ALONG WITH the key, I had taken Hailey Prouix’s expired driver’s license from the desk in the room of her murder. It was the only picture I had of her: guilt-ridden lovers don’t take snapshots. In my office, the door closed and locked, I looked hard at the tiny photograph on the card, but it was like looking at a stranger. There had been a wonderful plasticity to her face, her mouth always teetering on the edge of a smile or a frown, her eyes widening or contracting, her face alive with the currents of emotion flowing beneath the surface, but all that aliveness was missing on the photograph. She looked plain, even mousy on the license, her hair pulled back, her glasses hiding the sharp ridges of her face instead of accentuating them. She looked like no one I had ever known. The raw statistics were there, birth date, sex, her height was listed as five-two, her eyes blue, but she was missing.
I closed my eyes and tried to conjure her. I had been haunted by the specter of Hailey Prouix from the moment I discovered her corpse – it had driven me first to exact a punishment from Guy and now, having discovered his innocence, to search for the real killer – but just then, sitting at my desk between calls, I couldn’t see it. The image was blurry. I thought I knew her, we were intimate in more than one way, I thought I knew her, better than her fiancé, I was sure, but now her image was blurry. What was causing the distortion?
Every damn thing. From the moment of her death I had been learning more and more about her. Detective Stone had said that of all those who knew her, the words “nice” and “sweet” had never been mentioned. Leila had told of her spitting out the most vile slurs. I always thought she was hard, but that hard? And then a slime like Skink thought he knew her better than I did, and I suspected he was right.

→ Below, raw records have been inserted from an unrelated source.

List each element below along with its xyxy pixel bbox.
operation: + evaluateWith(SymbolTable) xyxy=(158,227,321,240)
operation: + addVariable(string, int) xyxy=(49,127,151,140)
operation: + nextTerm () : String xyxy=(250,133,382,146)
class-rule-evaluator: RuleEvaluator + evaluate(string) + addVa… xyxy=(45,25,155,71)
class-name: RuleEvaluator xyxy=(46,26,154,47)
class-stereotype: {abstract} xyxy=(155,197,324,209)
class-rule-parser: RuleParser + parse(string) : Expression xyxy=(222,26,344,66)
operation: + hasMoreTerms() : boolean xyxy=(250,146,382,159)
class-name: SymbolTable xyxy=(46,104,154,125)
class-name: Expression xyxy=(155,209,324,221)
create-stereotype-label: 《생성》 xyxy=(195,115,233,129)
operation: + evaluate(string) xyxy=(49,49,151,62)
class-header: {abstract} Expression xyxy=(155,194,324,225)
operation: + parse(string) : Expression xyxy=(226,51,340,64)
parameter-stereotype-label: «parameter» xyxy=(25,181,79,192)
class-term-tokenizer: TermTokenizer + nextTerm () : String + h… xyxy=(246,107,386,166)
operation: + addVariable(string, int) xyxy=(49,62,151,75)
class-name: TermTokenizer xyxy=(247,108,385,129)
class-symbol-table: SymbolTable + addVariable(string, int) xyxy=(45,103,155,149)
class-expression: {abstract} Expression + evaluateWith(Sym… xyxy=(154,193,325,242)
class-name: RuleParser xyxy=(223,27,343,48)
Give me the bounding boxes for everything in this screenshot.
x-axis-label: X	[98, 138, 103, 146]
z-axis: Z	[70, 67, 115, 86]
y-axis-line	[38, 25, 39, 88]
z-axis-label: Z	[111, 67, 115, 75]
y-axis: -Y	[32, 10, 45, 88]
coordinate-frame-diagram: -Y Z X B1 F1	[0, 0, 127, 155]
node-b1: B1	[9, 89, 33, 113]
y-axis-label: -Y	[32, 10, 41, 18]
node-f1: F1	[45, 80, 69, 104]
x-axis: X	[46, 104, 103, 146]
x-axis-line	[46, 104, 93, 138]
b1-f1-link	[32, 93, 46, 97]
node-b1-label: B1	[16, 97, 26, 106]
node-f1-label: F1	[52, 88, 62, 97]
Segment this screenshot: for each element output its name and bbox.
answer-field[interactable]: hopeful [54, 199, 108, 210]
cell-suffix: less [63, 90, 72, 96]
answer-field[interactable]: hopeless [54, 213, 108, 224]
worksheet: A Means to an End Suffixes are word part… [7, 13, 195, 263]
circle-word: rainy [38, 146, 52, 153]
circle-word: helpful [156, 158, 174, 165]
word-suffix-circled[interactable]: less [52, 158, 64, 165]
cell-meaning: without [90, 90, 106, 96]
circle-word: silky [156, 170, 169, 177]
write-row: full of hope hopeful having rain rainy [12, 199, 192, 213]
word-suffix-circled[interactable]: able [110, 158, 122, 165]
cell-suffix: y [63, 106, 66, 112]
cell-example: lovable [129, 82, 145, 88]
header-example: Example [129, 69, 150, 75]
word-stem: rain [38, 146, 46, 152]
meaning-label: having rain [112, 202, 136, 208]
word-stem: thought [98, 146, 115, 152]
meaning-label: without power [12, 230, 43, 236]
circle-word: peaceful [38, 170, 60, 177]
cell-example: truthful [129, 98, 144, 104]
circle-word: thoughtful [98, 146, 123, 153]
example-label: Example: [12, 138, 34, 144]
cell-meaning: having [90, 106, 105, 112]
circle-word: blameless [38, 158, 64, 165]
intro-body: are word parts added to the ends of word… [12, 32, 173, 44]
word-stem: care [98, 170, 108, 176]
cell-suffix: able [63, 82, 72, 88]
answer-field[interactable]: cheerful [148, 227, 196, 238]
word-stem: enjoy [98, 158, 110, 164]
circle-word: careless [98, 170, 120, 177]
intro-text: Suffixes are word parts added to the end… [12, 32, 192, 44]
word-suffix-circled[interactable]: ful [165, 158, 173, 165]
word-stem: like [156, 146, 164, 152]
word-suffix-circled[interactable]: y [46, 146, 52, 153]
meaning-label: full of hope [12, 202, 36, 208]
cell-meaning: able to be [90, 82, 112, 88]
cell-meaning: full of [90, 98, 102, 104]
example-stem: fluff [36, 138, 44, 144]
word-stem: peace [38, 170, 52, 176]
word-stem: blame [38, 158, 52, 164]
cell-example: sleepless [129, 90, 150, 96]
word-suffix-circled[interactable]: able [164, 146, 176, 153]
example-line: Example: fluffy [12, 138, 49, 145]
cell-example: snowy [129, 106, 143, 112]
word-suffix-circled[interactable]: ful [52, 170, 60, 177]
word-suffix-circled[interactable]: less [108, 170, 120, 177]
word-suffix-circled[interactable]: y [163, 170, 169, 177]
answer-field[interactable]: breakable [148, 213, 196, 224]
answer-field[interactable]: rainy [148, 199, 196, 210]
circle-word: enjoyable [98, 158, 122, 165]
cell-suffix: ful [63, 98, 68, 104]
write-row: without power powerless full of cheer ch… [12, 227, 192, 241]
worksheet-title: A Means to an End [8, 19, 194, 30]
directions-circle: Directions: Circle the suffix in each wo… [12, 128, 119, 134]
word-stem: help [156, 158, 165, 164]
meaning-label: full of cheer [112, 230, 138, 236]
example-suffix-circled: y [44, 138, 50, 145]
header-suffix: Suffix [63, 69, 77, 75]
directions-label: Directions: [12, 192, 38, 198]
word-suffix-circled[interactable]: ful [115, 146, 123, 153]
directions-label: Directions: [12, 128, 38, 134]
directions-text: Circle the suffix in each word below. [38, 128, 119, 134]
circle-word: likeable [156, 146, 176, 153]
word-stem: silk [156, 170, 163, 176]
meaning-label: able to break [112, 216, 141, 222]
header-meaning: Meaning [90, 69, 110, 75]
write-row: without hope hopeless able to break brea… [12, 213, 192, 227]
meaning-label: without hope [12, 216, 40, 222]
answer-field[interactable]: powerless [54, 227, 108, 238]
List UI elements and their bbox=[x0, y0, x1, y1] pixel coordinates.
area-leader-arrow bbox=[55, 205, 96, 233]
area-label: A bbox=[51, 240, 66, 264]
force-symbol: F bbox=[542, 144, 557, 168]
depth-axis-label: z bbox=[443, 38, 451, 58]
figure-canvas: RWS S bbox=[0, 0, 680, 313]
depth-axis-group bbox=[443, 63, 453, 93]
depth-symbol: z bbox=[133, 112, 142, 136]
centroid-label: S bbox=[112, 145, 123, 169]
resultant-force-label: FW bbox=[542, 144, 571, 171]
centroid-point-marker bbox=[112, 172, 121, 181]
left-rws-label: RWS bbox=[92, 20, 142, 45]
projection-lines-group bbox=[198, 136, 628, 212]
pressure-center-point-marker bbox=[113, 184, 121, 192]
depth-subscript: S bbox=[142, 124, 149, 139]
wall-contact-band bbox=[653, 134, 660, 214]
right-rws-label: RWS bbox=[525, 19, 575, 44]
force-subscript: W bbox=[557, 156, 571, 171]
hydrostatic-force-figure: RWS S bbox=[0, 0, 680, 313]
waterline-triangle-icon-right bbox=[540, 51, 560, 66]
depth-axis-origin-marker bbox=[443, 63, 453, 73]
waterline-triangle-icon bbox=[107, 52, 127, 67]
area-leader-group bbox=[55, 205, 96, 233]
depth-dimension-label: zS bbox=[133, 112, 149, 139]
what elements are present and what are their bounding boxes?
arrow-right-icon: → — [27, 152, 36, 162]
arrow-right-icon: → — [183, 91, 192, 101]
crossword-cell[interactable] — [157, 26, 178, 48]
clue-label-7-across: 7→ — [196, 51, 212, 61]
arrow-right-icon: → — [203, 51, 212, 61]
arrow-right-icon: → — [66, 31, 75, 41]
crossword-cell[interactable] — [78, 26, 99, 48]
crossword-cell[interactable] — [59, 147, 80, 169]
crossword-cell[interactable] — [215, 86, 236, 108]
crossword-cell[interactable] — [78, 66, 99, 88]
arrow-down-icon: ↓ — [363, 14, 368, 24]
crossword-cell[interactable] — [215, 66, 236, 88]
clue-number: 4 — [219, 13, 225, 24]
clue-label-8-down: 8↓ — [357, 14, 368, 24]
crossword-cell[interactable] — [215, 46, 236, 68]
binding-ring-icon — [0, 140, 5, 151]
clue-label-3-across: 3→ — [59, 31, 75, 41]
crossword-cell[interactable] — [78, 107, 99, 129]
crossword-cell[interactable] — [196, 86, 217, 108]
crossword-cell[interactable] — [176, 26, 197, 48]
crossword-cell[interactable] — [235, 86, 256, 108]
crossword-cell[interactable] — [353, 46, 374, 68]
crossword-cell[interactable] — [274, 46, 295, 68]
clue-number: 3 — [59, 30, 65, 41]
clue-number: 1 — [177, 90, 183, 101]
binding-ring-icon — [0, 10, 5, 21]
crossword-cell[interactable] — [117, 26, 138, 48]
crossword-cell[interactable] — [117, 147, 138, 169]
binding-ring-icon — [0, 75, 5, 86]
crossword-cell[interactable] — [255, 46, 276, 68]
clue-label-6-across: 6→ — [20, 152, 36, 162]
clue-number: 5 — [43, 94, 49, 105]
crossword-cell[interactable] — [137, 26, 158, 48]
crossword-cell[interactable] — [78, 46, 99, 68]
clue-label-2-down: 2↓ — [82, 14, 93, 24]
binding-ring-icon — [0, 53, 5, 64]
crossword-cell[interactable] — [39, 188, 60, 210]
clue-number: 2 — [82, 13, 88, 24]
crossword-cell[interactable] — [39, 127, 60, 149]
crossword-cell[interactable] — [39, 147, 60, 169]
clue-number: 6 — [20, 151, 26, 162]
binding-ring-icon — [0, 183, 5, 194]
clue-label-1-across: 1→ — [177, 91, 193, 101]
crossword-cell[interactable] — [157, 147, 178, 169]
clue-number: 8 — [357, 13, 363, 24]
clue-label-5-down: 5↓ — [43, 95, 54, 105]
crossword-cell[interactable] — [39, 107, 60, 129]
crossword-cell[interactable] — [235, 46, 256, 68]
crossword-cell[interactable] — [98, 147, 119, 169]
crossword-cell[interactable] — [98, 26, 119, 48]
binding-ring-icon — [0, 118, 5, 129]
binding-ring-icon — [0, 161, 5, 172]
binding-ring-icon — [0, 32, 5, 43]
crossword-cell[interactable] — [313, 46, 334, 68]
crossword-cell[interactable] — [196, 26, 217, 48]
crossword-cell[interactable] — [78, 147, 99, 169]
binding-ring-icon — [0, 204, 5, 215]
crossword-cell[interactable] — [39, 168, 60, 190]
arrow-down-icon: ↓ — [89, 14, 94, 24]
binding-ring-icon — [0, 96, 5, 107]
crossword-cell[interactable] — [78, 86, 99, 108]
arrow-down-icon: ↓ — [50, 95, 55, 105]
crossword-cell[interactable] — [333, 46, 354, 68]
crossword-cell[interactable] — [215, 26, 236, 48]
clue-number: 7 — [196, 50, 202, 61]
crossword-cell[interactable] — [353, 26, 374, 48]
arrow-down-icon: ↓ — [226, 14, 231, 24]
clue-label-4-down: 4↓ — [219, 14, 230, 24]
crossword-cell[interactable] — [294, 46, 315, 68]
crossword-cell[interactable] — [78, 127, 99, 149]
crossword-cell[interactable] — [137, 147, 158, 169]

Wheels within wheels within wheels. The final twist was Guy’s own story, which showed how she had used Guy for her own corrupt purpose and then, for some other purpose, used me. It was as if whatever I thought I knew about her was shattered by the revelations of a darkness deep within her character that I had never before glimpsed. I closed my eyes and tried to conjure her and failed. Who was Hailey Prouix?